25 July 2008

A University Model For High Schools

This diagram comes from this PDF file from blogger Bruce Hall. Bruce has devised an impressive solution to many of the most pressing problems of the public high school system in the US.

Public high schools are a significant monetary drain upon communities, but are not providing a useful education to most students who attend. Growing numbers of students drop out before completion, and an increasing number of high school graduates are not qualified for either work or higher learning. Universities and employers are forced to devote ever larger budets to remedial education for high school graduates who cannot read, write, spell, punctuate, do basic arithmetic, formulate a valid argument, or recognise logical fallacies in everyday life.

Most proposals aimed at improving secondary education amount to throwing more money at the problem by doing more of the same. The educational establishment simply wants to intensify its efforts within areas proven previously not to work. Bruce's proposal is not only a bold departure from the hackneyed approaches of "professional educators", it may actually work!
Perhaps it is time for educators to realize that the present high school education may be archaic for today's world. After all, it is organizationally and content-wise [3Rs etc.] little changed over hundreds of years... even though schools have gotten larger.
Rather than recognizing the opportunities available with larger schools, the educational system forces larger schools to conform to the small school model and wonders why it doesn't work. Let's get a little creative in our thinking. Instead of thinking of a large high school as a bloated version of a small high school, why not organize it into the university model? Take advantage of the large number of teachers with a variety of interests and skills. Create small high school "colleges" within the large high school "university."

...In four-year high schools, the organization could be changed so that incoming freshmen receive the traditional compulsory courses. Then students can choose a "major" [that could be changed once at the end of their sophomore year] where more of their courses fall within the major curriculum... increasing each year until their senior year when all of the courses fall within that "major."

...It is designed to appeal to the varied interests of students while having sufficient academic challenges in the areas of reading and language skills, mathematics, and science within each "college". Certainly, this is meant as a concept for further work and refinement, but I have long felt that the traditional organization of high school was for the convenience of the educators as opposed to the education of the students. Don't construe the "colleges" as isolated; students would still have the opportunity to take courses within those other units that they felt [along with counselors] augmented their primary coursework.

....The world is changing... perhaps it is time for high schools to change. __PDF_BruceHall_UniversityModelforHighSchools
The modern methods of child-raising and education are failing badly. High school graduates should possess skills that would allow them to earn at least twice minimum wage. Vocational school graduates with one year completed after high school should be able to start a job at close to three times minimum wage. Two year college or vocational school graduates should be able to start at nearly four times minimum wage--and progress on from there.

In the real world, it is the ability to get the job done that counts. Western nations currently suffer from a perennial shortage of skilled craftsmen and tradesmen, along with an abundance of dropouts-without-useful-skills, due to the catastrophic failure of high schools to prepare students for the real world. Schools try to force all students into the same cookie-cutter program, regardless of interest or aptitude.

Bruce Hall could teach the educational system quite a lot about how to solve many if its largest problems. Unfortunately, the educational-industrial complex is in it for the money. The last thing it wants to hear is that it needs to make fundamental changes that might upset the apple cart.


**Exercise prompt**
Your answer should be each line of the entries that contains the word "panel", copied in full.

(Data items)
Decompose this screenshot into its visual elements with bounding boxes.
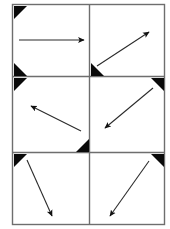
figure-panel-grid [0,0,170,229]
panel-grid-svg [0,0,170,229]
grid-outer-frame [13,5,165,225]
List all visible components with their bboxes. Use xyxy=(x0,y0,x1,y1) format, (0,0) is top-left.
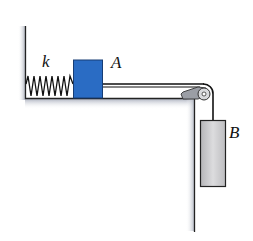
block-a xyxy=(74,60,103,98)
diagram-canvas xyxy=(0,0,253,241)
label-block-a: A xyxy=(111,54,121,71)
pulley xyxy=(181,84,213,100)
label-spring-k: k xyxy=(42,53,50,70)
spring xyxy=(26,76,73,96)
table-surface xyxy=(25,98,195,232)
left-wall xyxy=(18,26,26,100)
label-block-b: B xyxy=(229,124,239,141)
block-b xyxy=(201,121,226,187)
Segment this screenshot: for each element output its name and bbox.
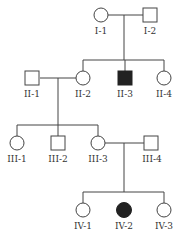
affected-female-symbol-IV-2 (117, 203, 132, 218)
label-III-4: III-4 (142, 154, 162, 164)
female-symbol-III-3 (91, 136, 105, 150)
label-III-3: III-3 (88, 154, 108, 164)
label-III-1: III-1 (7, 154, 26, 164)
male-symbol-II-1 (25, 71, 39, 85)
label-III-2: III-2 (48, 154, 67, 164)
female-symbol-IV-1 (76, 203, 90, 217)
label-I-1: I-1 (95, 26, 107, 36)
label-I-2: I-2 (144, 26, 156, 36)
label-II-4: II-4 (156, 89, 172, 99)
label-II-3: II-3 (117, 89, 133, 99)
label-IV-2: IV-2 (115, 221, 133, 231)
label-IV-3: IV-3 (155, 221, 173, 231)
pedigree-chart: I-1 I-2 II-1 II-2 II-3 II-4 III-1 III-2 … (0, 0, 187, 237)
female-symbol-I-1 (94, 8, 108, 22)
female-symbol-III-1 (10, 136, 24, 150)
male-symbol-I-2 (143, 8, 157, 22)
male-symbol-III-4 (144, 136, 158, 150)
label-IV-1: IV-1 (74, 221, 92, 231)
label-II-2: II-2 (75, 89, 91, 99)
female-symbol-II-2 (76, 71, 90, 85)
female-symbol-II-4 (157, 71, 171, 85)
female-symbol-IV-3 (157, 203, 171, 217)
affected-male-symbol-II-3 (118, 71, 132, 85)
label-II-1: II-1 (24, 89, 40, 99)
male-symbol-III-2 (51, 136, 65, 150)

...

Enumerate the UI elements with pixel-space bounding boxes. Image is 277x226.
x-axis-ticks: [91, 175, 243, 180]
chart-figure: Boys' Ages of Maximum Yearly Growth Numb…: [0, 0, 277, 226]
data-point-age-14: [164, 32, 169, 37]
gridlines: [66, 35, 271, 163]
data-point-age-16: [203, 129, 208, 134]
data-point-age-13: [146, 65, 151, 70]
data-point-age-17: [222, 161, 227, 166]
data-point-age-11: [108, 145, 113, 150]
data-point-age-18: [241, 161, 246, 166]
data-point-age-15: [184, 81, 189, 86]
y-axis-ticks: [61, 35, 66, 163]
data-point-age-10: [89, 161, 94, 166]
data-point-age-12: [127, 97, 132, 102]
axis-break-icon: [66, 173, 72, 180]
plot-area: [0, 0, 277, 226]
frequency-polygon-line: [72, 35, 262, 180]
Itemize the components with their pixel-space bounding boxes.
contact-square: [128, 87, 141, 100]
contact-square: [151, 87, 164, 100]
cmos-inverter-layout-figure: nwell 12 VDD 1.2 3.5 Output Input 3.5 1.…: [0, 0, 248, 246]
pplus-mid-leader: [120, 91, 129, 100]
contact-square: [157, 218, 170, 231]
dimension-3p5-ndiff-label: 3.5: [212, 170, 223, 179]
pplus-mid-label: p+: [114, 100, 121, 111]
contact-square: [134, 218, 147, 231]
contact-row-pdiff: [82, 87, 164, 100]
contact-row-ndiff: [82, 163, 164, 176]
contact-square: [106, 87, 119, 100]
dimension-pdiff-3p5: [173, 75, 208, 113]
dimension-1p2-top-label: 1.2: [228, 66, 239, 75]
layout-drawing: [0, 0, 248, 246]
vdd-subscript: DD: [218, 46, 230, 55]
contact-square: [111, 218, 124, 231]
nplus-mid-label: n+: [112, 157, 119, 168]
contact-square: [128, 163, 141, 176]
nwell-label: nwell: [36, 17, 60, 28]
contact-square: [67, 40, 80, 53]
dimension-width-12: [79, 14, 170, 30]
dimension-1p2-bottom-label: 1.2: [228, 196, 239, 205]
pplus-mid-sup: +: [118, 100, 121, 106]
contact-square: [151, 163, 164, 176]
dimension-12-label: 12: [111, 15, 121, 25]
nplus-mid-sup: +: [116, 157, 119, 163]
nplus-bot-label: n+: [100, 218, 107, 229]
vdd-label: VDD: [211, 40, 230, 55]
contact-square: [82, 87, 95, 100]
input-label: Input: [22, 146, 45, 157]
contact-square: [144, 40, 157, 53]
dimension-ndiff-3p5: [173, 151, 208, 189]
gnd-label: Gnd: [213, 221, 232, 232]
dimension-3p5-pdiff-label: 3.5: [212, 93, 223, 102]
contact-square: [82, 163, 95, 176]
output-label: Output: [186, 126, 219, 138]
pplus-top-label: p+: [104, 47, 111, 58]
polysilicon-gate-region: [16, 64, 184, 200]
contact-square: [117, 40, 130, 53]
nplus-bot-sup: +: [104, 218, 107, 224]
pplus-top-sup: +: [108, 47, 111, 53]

**Task output**
figure-panel-grid [0,0,170,229]
panel-grid-svg [0,0,170,229]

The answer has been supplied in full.